Their motivations are buried deep in their unconscious ... and their tweets. Or so claim the designers of a Software-as-a-Service (SaaS) software platform that can dig up the deepest drivers in a shoppers’ brain, for the benefit of marketers.
Called MotiveMetrics, the software gathers publicly available text — from such sources as Twitter streams — and breaks it into "linguistic variables," explained Dan Cudgma, the company's president and co-founder.

Personality Profiles

“Modern psychology research tells us that the way people use words is inextricably linked to their personalities. It’s a relationship that’s quantifiable and almost impossible to fake, meaning it can’t be manipulated," Cudgma said.
Next, the software makes sense of the variables with a proprietary analytical model, which produces an individual personality trait profile. Marketing power comes when the tool aggregates the individual profiles and holds them up against traits from the wider population. That, Cudgma claimed, allows marketers to then understand the motivations of an entire market segment.
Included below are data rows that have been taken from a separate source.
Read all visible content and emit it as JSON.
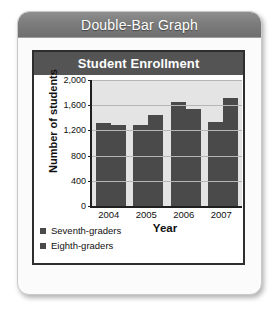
{
  "card": {
    "header_title": "Double-Bar Graph"
  },
  "chart_data": {
    "type": "bar",
    "title": "Student Enrollment",
    "xlabel": "Year",
    "ylabel": "Number of students",
    "categories": [
      "2004",
      "2005",
      "2006",
      "2007"
    ],
    "series": [
      {
        "name": "Seventh-graders",
        "values": [
          1320,
          1280,
          1650,
          1340
        ],
        "color": "#4a4a4a"
      },
      {
        "name": "Eighth-graders",
        "values": [
          1290,
          1440,
          1540,
          1710
        ],
        "color": "#4a4a4a"
      }
    ],
    "ylim": [
      0,
      2000
    ],
    "yticks": [
      "0",
      "400",
      "800",
      "1,200",
      "1,600",
      "2,000"
    ],
    "ytick_values": [
      0,
      400,
      800,
      1200,
      1600,
      2000
    ],
    "grid": true,
    "legend_position": "below-left"
  }
}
The implicit message — explicit message if you read MotiveMetrics' press release — is that current tools in the marketer's tool belt fail to do this.

'Why Did I Do That?'

But there's no need to take just the words of the people promoting a new product. Karen Winterich, an associate marketing professor at Penn State's Smeal College of Business, agrees that focus groups and surveys are limited in that they rely on consumers to be aware of their purchasing motives.
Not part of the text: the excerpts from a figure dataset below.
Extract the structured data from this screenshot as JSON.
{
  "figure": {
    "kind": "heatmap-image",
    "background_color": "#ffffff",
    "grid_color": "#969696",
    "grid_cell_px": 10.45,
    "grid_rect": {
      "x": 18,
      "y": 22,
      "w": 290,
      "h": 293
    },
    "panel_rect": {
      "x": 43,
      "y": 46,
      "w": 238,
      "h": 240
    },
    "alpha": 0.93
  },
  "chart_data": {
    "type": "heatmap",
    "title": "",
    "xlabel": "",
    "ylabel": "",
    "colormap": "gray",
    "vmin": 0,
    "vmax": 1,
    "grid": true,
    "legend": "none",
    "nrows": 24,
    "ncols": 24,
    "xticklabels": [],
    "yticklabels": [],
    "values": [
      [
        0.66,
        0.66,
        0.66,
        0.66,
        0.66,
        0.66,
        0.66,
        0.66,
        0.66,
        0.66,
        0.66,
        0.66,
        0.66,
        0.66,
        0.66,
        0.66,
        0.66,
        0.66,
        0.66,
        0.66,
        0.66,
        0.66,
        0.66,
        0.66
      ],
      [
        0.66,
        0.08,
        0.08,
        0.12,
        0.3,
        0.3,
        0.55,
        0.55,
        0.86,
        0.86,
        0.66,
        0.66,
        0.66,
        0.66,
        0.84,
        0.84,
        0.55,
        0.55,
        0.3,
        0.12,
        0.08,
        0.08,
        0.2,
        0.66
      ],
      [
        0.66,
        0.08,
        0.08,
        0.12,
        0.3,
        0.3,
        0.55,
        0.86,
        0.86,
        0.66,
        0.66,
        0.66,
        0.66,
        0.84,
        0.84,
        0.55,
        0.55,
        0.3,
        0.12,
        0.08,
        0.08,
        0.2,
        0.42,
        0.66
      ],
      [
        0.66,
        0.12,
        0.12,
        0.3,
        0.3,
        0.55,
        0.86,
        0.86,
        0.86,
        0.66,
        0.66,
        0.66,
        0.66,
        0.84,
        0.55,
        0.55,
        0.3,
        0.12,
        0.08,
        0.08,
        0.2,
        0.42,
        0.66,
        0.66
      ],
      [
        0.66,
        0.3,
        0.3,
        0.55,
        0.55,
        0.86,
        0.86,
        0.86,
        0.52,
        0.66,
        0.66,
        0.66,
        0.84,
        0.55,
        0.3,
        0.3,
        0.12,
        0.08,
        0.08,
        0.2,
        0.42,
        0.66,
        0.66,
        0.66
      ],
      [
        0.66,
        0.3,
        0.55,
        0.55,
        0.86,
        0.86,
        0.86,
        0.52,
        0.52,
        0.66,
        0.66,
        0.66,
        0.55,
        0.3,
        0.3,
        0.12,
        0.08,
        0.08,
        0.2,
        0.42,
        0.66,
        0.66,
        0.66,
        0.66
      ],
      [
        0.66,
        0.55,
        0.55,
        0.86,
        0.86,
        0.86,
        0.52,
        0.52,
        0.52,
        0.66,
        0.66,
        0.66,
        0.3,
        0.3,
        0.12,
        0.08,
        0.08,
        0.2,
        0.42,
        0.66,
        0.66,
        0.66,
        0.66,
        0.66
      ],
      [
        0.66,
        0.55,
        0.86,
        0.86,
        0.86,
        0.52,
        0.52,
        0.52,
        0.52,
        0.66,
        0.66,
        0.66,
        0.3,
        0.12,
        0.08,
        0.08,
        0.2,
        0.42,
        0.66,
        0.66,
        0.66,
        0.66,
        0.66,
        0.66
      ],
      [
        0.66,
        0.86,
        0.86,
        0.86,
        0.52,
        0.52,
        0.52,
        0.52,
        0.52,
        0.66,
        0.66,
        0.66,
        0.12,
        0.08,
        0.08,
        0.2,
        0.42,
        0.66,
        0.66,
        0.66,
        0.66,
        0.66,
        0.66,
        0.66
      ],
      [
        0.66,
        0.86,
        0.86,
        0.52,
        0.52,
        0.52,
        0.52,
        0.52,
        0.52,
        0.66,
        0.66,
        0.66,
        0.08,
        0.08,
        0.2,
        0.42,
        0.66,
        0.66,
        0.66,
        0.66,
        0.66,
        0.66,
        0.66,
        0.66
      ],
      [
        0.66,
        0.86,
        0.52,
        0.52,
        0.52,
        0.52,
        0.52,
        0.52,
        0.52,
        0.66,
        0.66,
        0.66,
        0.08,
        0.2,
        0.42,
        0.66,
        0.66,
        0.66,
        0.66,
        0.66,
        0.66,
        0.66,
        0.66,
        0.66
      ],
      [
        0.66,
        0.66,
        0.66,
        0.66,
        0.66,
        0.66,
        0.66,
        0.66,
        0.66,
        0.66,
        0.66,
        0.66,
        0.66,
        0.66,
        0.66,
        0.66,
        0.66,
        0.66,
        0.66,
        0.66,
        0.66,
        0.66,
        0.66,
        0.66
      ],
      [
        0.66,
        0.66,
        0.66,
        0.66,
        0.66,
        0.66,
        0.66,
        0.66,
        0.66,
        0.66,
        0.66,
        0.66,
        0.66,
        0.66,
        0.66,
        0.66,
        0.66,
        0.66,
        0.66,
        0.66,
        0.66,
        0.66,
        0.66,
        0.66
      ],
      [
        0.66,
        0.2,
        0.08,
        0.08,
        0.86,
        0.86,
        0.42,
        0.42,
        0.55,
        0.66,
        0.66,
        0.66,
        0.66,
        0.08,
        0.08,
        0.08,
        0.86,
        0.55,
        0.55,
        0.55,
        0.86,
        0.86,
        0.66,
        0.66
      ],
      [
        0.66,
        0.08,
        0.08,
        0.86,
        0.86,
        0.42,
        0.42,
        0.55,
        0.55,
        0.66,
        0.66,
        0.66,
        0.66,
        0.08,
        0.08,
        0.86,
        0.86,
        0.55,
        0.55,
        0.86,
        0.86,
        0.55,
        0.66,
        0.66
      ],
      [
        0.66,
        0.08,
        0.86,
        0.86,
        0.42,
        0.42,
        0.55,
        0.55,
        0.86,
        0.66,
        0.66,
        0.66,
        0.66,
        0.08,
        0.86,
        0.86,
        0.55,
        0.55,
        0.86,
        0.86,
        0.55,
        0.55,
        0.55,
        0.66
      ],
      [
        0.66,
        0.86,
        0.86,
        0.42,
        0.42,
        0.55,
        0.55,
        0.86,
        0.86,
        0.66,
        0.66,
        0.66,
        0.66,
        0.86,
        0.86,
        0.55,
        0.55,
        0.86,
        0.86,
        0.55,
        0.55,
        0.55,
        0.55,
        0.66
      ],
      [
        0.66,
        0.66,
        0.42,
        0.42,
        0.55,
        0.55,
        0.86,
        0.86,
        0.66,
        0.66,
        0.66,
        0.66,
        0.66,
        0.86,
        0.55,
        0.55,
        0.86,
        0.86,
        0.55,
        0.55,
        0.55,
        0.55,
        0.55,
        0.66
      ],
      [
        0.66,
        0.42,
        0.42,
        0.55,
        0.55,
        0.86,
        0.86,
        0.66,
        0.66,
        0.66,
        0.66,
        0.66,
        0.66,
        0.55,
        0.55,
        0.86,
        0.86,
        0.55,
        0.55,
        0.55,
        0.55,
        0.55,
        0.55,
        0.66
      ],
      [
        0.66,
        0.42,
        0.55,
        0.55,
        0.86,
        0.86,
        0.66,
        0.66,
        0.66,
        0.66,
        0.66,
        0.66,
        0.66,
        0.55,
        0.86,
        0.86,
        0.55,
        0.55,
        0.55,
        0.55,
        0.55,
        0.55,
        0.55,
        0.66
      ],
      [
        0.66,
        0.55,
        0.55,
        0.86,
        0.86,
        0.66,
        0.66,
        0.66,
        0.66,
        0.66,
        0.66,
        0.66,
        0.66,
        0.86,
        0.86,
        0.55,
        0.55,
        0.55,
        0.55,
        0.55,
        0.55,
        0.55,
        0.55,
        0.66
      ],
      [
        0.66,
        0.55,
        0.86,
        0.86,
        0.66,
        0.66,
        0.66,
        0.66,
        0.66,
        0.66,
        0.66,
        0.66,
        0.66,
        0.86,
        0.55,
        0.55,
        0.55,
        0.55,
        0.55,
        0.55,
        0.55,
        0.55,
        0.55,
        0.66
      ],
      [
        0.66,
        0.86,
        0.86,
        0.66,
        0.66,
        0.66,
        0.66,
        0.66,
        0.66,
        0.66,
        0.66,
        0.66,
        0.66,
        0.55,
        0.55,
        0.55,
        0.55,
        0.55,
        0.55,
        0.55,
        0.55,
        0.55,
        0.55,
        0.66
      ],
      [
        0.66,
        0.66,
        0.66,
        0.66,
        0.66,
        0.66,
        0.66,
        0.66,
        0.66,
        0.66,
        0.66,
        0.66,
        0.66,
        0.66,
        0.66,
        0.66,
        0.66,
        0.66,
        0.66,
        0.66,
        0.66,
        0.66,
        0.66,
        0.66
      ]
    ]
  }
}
"Yet we know that many factors that exert an influence are non-conscious. For personality, specifically, some consumers may not even recognize what their personality is, and even for those that do recognize their personality traits, they are likely unaware of the full extent to which it impacts their decisions," Winterich said.
If consumers don’t know themselves, how can we expect marketers to?
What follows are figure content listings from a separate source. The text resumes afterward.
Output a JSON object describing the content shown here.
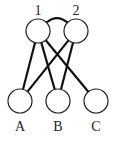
{
  "diagram": {
    "type": "bipartite-graph",
    "top_nodes": [
      {
        "id": "1",
        "label": "1",
        "cx": 38,
        "cy": 31,
        "r": 12,
        "label_x": 38,
        "label_y": 15
      },
      {
        "id": "2",
        "label": "2",
        "cx": 76,
        "cy": 31,
        "r": 12,
        "label_x": 76,
        "label_y": 15
      }
    ],
    "bottom_nodes": [
      {
        "id": "A",
        "label": "A",
        "cx": 20,
        "cy": 101,
        "r": 12,
        "label_x": 20,
        "label_y": 131
      },
      {
        "id": "B",
        "label": "B",
        "cx": 58,
        "cy": 101,
        "r": 12,
        "label_x": 58,
        "label_y": 131
      },
      {
        "id": "C",
        "label": "C",
        "cx": 96,
        "cy": 101,
        "r": 12,
        "label_x": 96,
        "label_y": 131
      }
    ],
    "edges": [
      {
        "from": "1",
        "to": "A"
      },
      {
        "from": "1",
        "to": "B"
      },
      {
        "from": "1",
        "to": "C"
      },
      {
        "from": "2",
        "to": "A"
      },
      {
        "from": "2",
        "to": "B"
      }
    ],
    "arc": {
      "from": "1",
      "to": "2",
      "style": "curved-top"
    },
    "colors": {
      "stroke": "#111111",
      "fill": "#ffffff",
      "text": "#222222"
    }
  }
}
To prove this point, MotiveMetrics created personality profiles for a given set of industries, as well as trait data for different types of personalities, like altruistic, brand-loyal, coupon-averse, prestige conscious and unconventional. They did so by creating a representative sample of Fortune 500 companies in each given industry, then analyzing Twitter followers associated with each industry cohort, as many as 50,000 followers per.
Next, they applied the MotiveMetrics tool, and like voodoo magic, it illuminated the zombie-like motivations of consumers for each industry.
Finally, they surveyed more than 125 marketers about the personalities of their Twitter followers. The marketers' perceptions of their followers failed to come close to the actual personality traits.
For instance, 62 percent of respondents said their followers were open to discounts. The data showed, on the other hand, that only 12 percent of the followers were; conversely, nearly eight in 10 of the followers were coupon-averse, meaning coupons not only don't turn them on ... they may turn them off.
From Winterich's point of view, marketers are getting more sophisticated at understanding their targets. They are using customer analytics, particularly with data they capture at point of purchase and about individuals' personalities and values.
"However, consumer decisions are influenced by an array of factors-individual differences in personality and values, as well as social influences and contextual factors at the time of the decisions. Given the number of factors at play, the average corporate marketer may have a reasonable understanding of consumer motivations for purchases in their particular product category or among their target market, but they are unlikely to fully understand how their customer will behave," said the business professor.